Mental health literacy

Those behind the Mental Health Literacy Project are striving to break conventional mindsets and spread awareness through plays, reports Anuja Susan Varghese.
Mental health literacy

ERNAKULAM:  Stigma, blind traditional beliefs, discrimination and a lack of general awareness. These are some of the factors due to which mental health and its various aspects continue to remain a huge concern in Kerala, especially with the state reporting one of the highest suicide rates in the country. In an effort to break the shackles of conventional mindsets, the Mental Health Literacy Project (MeHeLP) has been coordinating with various NGOs, and spreading awareness on the issue through art.

“Given the high prevalence of mental ill-health in Keral, we have chosen the state to conduct a study, and to create awareness in the community, helping them learn to cope and live with it,” says MeHeLP principal investigator Raghu Raghavan, a professor with the De Montfort University in the United Kingdom.

MeHeLP India is a research project launched in 2018, aiming to spread awareness on mental health in both rural and urban communities with the help of theatre. A team of scholars and artists led by Raghu initiated the project funded by the UK Global Challenges Research Fund and the Economic and Social Research Council. Data shows that 14.4% of the state’s population aged 18 and above experience mental ill-health once in their lifetime, with 12.5% individuals developing suicidal risk.

Arts help retell stories to impart new knowledge and develop skills and practices for mental health and well-being, Raghu says. “That’s why we say culturally appropriate mental health literacy is the need of the hour.”Vaishnav (name changed), a 29-year-old from a tribal community in  Attapadi was forced to drop out of college due to incessant ragging. He resorted to drinking and eventually became aggressive towards those around him, including his wife, and was ostracised from the family.

After attempting suicide, he was admitted to a hospital. “Things improved only after taking medication for my addiction and working on behavioural changes. Now I have an aim to work and take care of my kids,” he says. Partnering NGOs Mental Health Action Trust, and Mental Health Care and Research Foundation, MeHeLP conducted a study in four districts — Palakkad, Kozhikode, Malappuram and Ernakulam. Some of the themes of the plays were lived experience of mental illness, alcoholism and drug abuse, spousal abuse, stigma, and isolation, need for mental health education in schools, focus on children and the elderly.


▶ [The problem]:
Gather every line below where "point" appears.

= Beginning of Section =

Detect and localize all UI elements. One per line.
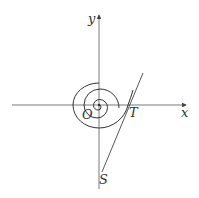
tangent-line	[102, 73, 143, 172]
y-axis-label: y	[88, 12, 95, 25]
origin-label: O	[82, 108, 93, 121]
diagram-canvas	[0, 0, 199, 198]
point-t-label: T	[129, 106, 138, 119]
x-axis-label: x	[181, 106, 188, 119]
origin-point	[98, 104, 100, 106]
spiral-diagram: y x O T S	[0, 0, 199, 198]
point-s-label: S	[99, 173, 108, 186]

= End of Section =

▶ [Task answer]:
point-t-label: T	[129, 106, 138, 119]
origin-point	[98, 104, 100, 106]
point-s-label: S	[99, 173, 108, 186]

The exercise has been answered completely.